Where the analogy strains

Still, an honest article does not let the better-sounding side win on rhetoric alone. The architect comparison has a weak joint, and it is worth naming.

An architect’s drawings are themselves a deep, trained craft. The bricklayer executes a plan that already contains thousands of considered decisions. The open question about AI-assisted books is whether “having the idea” and writing a prompt is genuinely analogous to architectural design — or whether it is more like sketching a house on a napkin and hoping the contractor figures out the rest. The difference between those two things is the difference between a collaborator and a vending machine. And from the outside, in a feed, you usually cannot tell which one produced what you are looking at.

There is also the training-data question, which the analogy quietly steps around. The architect’s steel was bought and paid for. The model’s fluency was assembled, in large part, from the work of writers who did not consent to the arrangement. That is a genuine unresolved problem, and no amount of elegant comparison makes it go away.

So the debate does not actually resolve. It clarifies. The useful question is not “is AI-assisted creativity good or bad” — that question is too big to answer and too vague to be worth asking.

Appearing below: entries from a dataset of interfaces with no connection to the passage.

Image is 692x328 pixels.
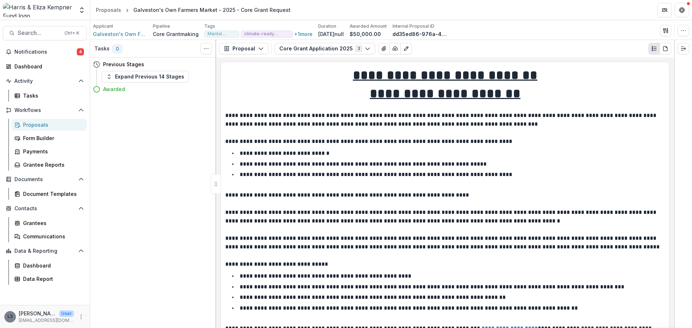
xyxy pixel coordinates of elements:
button: Open Activity [3,75,87,87]
button: +1more [294,31,312,37]
button: View Attached Files [378,43,389,54]
span: Contacts [14,206,75,212]
span: Data & Reporting [14,248,75,254]
div: Dashboard [14,63,81,70]
p: Awarded Amount [349,23,386,30]
h4: Awarded [103,85,125,93]
span: Mental Health [207,31,236,36]
span: Activity [14,78,75,84]
span: 4 [77,48,84,55]
span: Search... [18,30,60,36]
div: Galveston's Own Farmers Market - 2025 - Core Grant Request [133,6,290,14]
p: User [59,310,74,317]
div: Ctrl + K [63,29,81,37]
img: Harris & Eliza Kempner Fund logo [3,3,74,17]
span: Workflows [14,107,75,113]
a: Proposals [12,119,87,131]
p: Applicant [93,23,113,30]
p: $50,000.00 [349,30,381,38]
button: Plaintext view [648,43,659,54]
span: climate-ready people [244,31,289,36]
a: Galveston's Own Farmers Market [93,30,147,38]
button: Open entity switcher [77,3,87,17]
p: [PERSON_NAME] [19,310,56,317]
div: Tasks [23,92,81,99]
button: Toggle View Cancelled Tasks [200,43,212,54]
span: Notifications [14,49,77,55]
button: Open Data & Reporting [3,245,87,257]
div: Lauren Scott [8,314,13,319]
p: Duration [318,23,336,30]
a: Proposals [93,5,124,15]
button: Search... [3,26,87,40]
button: Expand right [677,43,689,54]
button: Open Documents [3,174,87,185]
button: Core Grant Application 20253 [274,43,375,54]
a: Dashboard [12,260,87,272]
a: Tasks [12,90,87,102]
a: Grantees [12,217,87,229]
button: More [77,313,85,321]
button: Get Help [674,3,689,17]
div: Dashboard [23,262,81,269]
button: Open Workflows [3,104,87,116]
div: Communications [23,233,81,240]
button: PDF view [659,43,671,54]
button: Partners [657,3,671,17]
button: Notifications4 [3,46,87,58]
div: Document Templates [23,190,81,198]
a: Form Builder [12,132,87,144]
div: Proposals [96,6,121,14]
div: Grantee Reports [23,161,81,169]
div: Grantees [23,219,81,227]
p: Tags [204,23,215,30]
p: Core Grantmaking [153,30,198,38]
nav: breadcrumb [93,5,293,15]
div: Proposals [23,121,81,129]
a: Data Report [12,273,87,285]
p: [EMAIL_ADDRESS][DOMAIN_NAME] [19,317,74,324]
div: Data Report [23,275,81,283]
button: Expand Previous 14 Stages [102,71,189,82]
a: Grantee Reports [12,159,87,171]
p: Pipeline [153,23,170,30]
button: Open Contacts [3,203,87,214]
a: Dashboard [3,61,87,72]
p: dd35ed86-976a-46c4-b516-189d9feeb5c4 [392,30,446,38]
h3: Tasks [94,46,109,52]
button: Edit as form [400,43,412,54]
h4: Previous Stages [103,61,144,68]
span: 0 [112,45,122,53]
a: Payments [12,146,87,157]
a: Communications [12,231,87,242]
div: Payments [23,148,81,155]
div: Form Builder [23,134,81,142]
p: Internal Proposal ID [392,23,434,30]
p: [DATE]null [318,30,344,38]
a: Document Templates [12,188,87,200]
span: Documents [14,176,75,183]
button: Proposal [219,43,268,54]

The useful questions are smaller and sharper. Did a person bring something specific and considered to this, or did they bring a vague wish? Are they honest about how it was made? Does the result reward the reader’s attention, or merely occupy it?

The bear books

Which returns us, finally, to the bear.

The bear books are on this publication, and a reader who has followed the argument this far is the right person to go and settle it: The Bear Inherited, The Bear Looked Up, The Bear Pitched, and The Bear Read the News. The longer-form bear writing — the picture book and the others — sits across the sister sites at thebearwasright.com, thebearloved.com, and theadhdbear.com.

One detail from the thread cuts in Scott’s favour: when a reader offered to “process” the books through an AI and read the summary, Scott objected, saying they were meant to be discovered slowly rather than compressed by a machine. A sympathetic reader sees someone who cares how the work is received, not only how it was made — not the posture of a person mass-producing filler. A sceptic can answer that caring about reception is not the same as the work being good, and that an author objecting to his book being summarised is hardly unusual or decisive. The exchange tells you something about Scott’s intent. It tells you nothing, by itself, about the books.

And that is the limit the whole debate keeps running into. Neither “AI slop” nor “the future of everything” can be confirmed from a distance. The label saves a reader the trouble of opening the book; the manifesto saves the author the trouble of having written a good one. Whether theheld.ai’s bear books are worth a child’s time is not a question this article — or the LinkedIn thread, or the phrase “ai slop” — can answer. It is a question only a reader with the book in front of them can settle.

The position this small LinkedIn thread accidentally staked out is harder than either slogan. It is that the tool is neither a saviour nor a pollutant in itself. It lowers the cost of turning an idea into a finished object, which means the world is about to fill up with finished objects — some empty, some the realisation of something a person genuinely wanted to make and could not until now, and many sitting somewhere in between. The technology does not sort them. People do.

Telling them apart will be the actual work of the next decade, and it will not be done by a label or by a press release. It will be done one book at a time, by readers willing to open them. That is true whether the verdict turns out to flatter the author or not — which is the only kind of impartial test worth having.